Vartavarian argued that there was a “fundamental shift” in the modes of American imperial intervention in the late 1970s, when the United States began to facilitate and organize insurgencies against regimes it considered unfavorable to its interests, including in Afghanistan and Iraq.

The case of Afghanistan

Following the Soviet Union’s invasion of Afghanistan in 1979, the U.S. government chose to support “entities and interests that stood outside formal state institutions,” remarked the speaker. That is, it began supporting and training anti-Soviet militias and warlords in Afghanistan, utilizing the Pakistani military and intelligence services to “funnel in money and aid to groups and institutions that [the United States] viewed as favorable.”

The Afghan political landscape changed drastically following the Soviet war. The Soviet invasion displaced regional strongmen associated with the pre-invasion Kabul regime, replacing them with young military commanders who controlled local militias. These anti-Soviet local commanders had no ties to the central government because the central government was a Soviet-supported puppet state, and because most battles with Soviet forces took place locally. As a result, the state’s authority over coercive force devolved to lower levels.

American intervention in Afghanistan thus “empowered provinces more than centers,” argued Vartavarian. Although helpful in overcoming the Soviet Army and later, the Taliban, this tactic has had serious drawbacks. According to some scholars, the Kabul regime and the international community now view these local warlords as obstacles to a consolidated and unitary Afghan state, noted the speaker.

The case of Iraq

During the Gulf War of 1990–91, the United States pursued international sanctions and a massive military intervention in Kuwait following Saddam Hussein’s invasion of that country. After its Army was forced out of Kuwait, the Iraqi government began to hire out and devolve state functions — most notably, security functions — to tribes and clan elders in its provinces. Local tribal communities were consequently able to use military force to resolve their own personal feuds.

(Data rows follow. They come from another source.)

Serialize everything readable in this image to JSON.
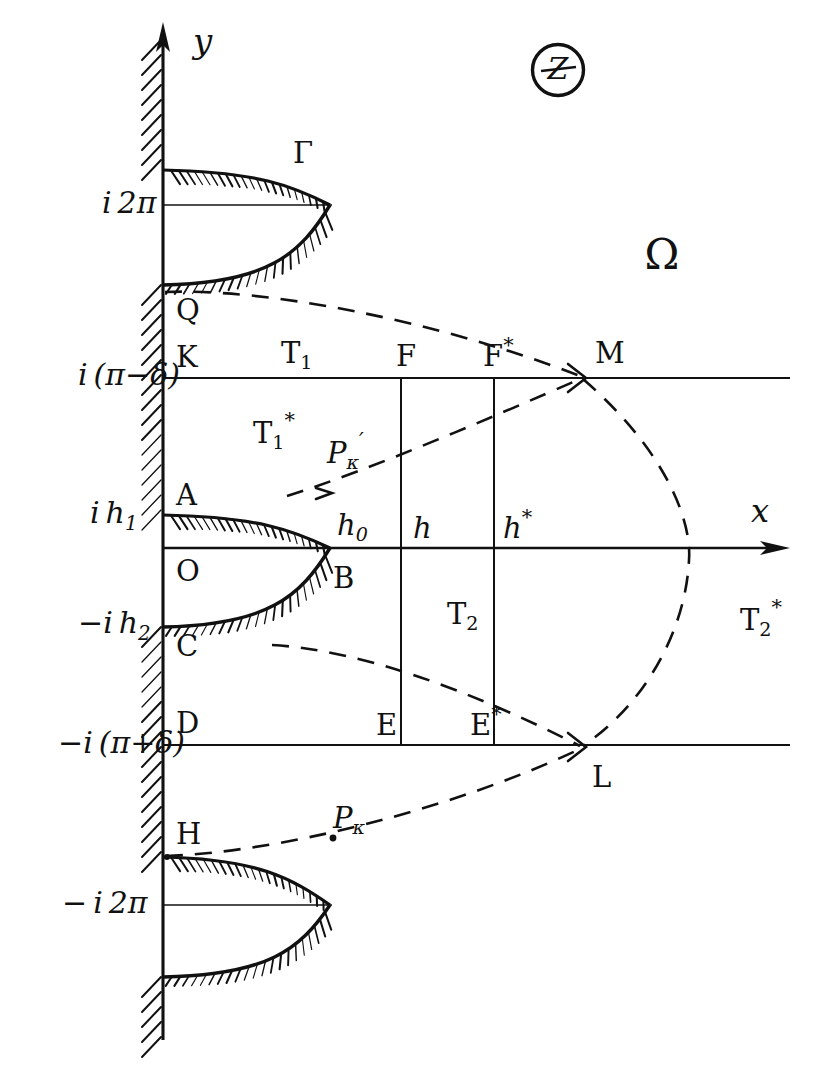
{
  "figure": {
    "plane_label": "Z",
    "region_label": "Ω",
    "axes": {
      "x_label": "x",
      "y_label": "y"
    }
  },
  "axis_ticks": [
    {
      "id": "i2pi",
      "text": "i 2π",
      "x": 102,
      "y": 205
    },
    {
      "id": "ipi-delta",
      "text": "i (π−δ)",
      "x": 78,
      "y": 377
    },
    {
      "id": "ih1",
      "text": "i h",
      "subscript": "1",
      "x": 90,
      "y": 515
    },
    {
      "id": "-ih2",
      "text": "−i h",
      "subscript": "2",
      "x": 78,
      "y": 625
    },
    {
      "id": "-ipi+delta",
      "text": "−i (π+δ)",
      "x": 58,
      "y": 745
    },
    {
      "id": "-i2pi",
      "text": "− i 2π",
      "x": 62,
      "y": 905
    }
  ],
  "point_labels": [
    {
      "id": "Gamma",
      "text": "Γ",
      "x": 293,
      "y": 155
    },
    {
      "id": "Q",
      "text": "Q",
      "x": 176,
      "y": 312
    },
    {
      "id": "K",
      "text": "K",
      "x": 176,
      "y": 359
    },
    {
      "id": "A",
      "text": "A",
      "x": 176,
      "y": 497
    },
    {
      "id": "O",
      "text": "O",
      "x": 176,
      "y": 573
    },
    {
      "id": "C",
      "text": "C",
      "x": 176,
      "y": 648
    },
    {
      "id": "D",
      "text": "D",
      "x": 176,
      "y": 725
    },
    {
      "id": "H",
      "text": "H",
      "x": 176,
      "y": 836
    },
    {
      "id": "B",
      "text": "B",
      "x": 333,
      "y": 580
    },
    {
      "id": "F",
      "text": "F",
      "x": 396,
      "y": 358
    },
    {
      "id": "Fstar",
      "text": "F",
      "superscript": "*",
      "x": 483,
      "y": 358
    },
    {
      "id": "M",
      "text": "M",
      "x": 595,
      "y": 355
    },
    {
      "id": "E",
      "text": "E",
      "x": 376,
      "y": 727
    },
    {
      "id": "Estar",
      "text": "E",
      "superscript": "*",
      "x": 470,
      "y": 727
    },
    {
      "id": "L",
      "text": "L",
      "x": 592,
      "y": 779
    },
    {
      "id": "h0",
      "text": "h",
      "subscript": "0",
      "x": 337,
      "y": 527
    },
    {
      "id": "h",
      "text": "h",
      "x": 413,
      "y": 530
    },
    {
      "id": "hstar",
      "text": "h",
      "superscript": "*",
      "x": 503,
      "y": 530
    },
    {
      "id": "T1",
      "text": "T",
      "subscript": "1",
      "x": 281,
      "y": 355
    },
    {
      "id": "T1star",
      "text": "T",
      "subscript": "1",
      "superscript": "*",
      "x": 253,
      "y": 435
    },
    {
      "id": "T2",
      "text": "T",
      "subscript": "2",
      "x": 447,
      "y": 616
    },
    {
      "id": "T2star",
      "text": "T",
      "subscript": "2",
      "superscript": "*",
      "x": 740,
      "y": 622
    },
    {
      "id": "Pk-prime",
      "text": "P",
      "subscript": "κ",
      "superscript": "′",
      "x": 327,
      "y": 455
    },
    {
      "id": "Pk",
      "text": "P",
      "subscript": "κ",
      "x": 333,
      "y": 820
    }
  ],
  "geometry": {
    "y_axis_x": 163,
    "x_axis_y": 548,
    "axis_color": "#111111",
    "hatch_color": "#111111",
    "dash_color": "#111111",
    "horizontal_lines": [
      {
        "id": "line-i2pi",
        "y": 205,
        "x1": 163,
        "x2": 330
      },
      {
        "id": "line-ipi-delta",
        "y": 378,
        "x1": 163,
        "x2": 790
      },
      {
        "id": "line-x-axis",
        "y": 548,
        "x1": 163,
        "x2": 786
      },
      {
        "id": "line-minus-ipi-delta",
        "y": 745,
        "x1": 163,
        "x2": 790
      },
      {
        "id": "line-minus-i2pi",
        "y": 905,
        "x1": 163,
        "x2": 330
      }
    ],
    "vertical_lines": [
      {
        "id": "line-F",
        "x": 401,
        "y1": 378,
        "y2": 745
      },
      {
        "id": "line-Fstar",
        "x": 494,
        "y1": 378,
        "y2": 745
      }
    ],
    "cusps": [
      {
        "id": "cusp-upper",
        "top_y": 170,
        "tip_x": 330,
        "tip_y": 205,
        "bottom_y": 285
      },
      {
        "id": "cusp-middle",
        "top_y": 515,
        "tip_x": 330,
        "tip_y": 548,
        "bottom_y": 627
      },
      {
        "id": "cusp-lower",
        "top_y": 857,
        "tip_x": 330,
        "tip_y": 905,
        "bottom_y": 977
      }
    ],
    "dashed_curves": [
      {
        "id": "curve-Q-M",
        "from": "Q",
        "to": "M"
      },
      {
        "id": "curve-A-M",
        "from": "Pk-prime-ray",
        "to": "M"
      },
      {
        "id": "curve-M-L",
        "from": "M",
        "to": "L"
      },
      {
        "id": "curve-C-L",
        "from": "C",
        "to": "L"
      },
      {
        "id": "curve-H-L",
        "from": "H",
        "to": "L"
      }
    ]
  }
}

Given this earlier decentralization, the American invasion of Iraq in 2003 “was not the catalyst for Iraqi collapse, but the final blow,” contended Vartavarian. Immediately after the invasion, the Coalition Provisional Authority under the leadership of Paul Bremer began to de-Ba’athify the military and political structures of Iraq, removing Ba’ath Party officials from power and disbanding the Iraqi army.

The Iraqi population was already dangerously fragmented, heavily armed and outside of state control by this time. These factors, coupled with the de-Ba’athification policy and the ability of al-Qaeda in Iraq to foment sectarian conflict, greatly contributed to the ensuing wide-ranging insurgency.

American military forces originally relied on a policy of “search and destroy” to find and destroy insurgent formations during the period that followed the U.S. invasion. U.S. Special Forces, for example, conducted aggressive raids that removed the top leadership of al-Qaeda in Iraq. However, this strategy further fragmented terrorist organizations in the country, which became more difficult to control and engage as a result.

Eventually, the United States began to work with Sunni tribes, strongmen and militias, in a coalition called the Anbar Awakening, to contain the insurgency and quell al-Qaeda in Iraq. Thus by the time U.S. troops left Iraq in 2011, the country was in a fractious state.

A shared legacy

The United States subsidized and protected local entities to pursue its goals in both Afghanistan and Iraq. In both cases, the localities associated themselves with the American military in support of their own goals, but were reluctant to align themselves with their respective central governments because the latter could not protect them. (In the case of Iraq, moreover, the central government actively sought to diminish the influence of Sunni tribes and regions).

By supporting local tribes and militias, American intervention has made it more difficult for both states to consolidate a central government. Contrary to its own interests and intentions, concluded Vartavarian, the United States “has empowered [fracturing] entities that will be very difficult to bring to heel in the near future.”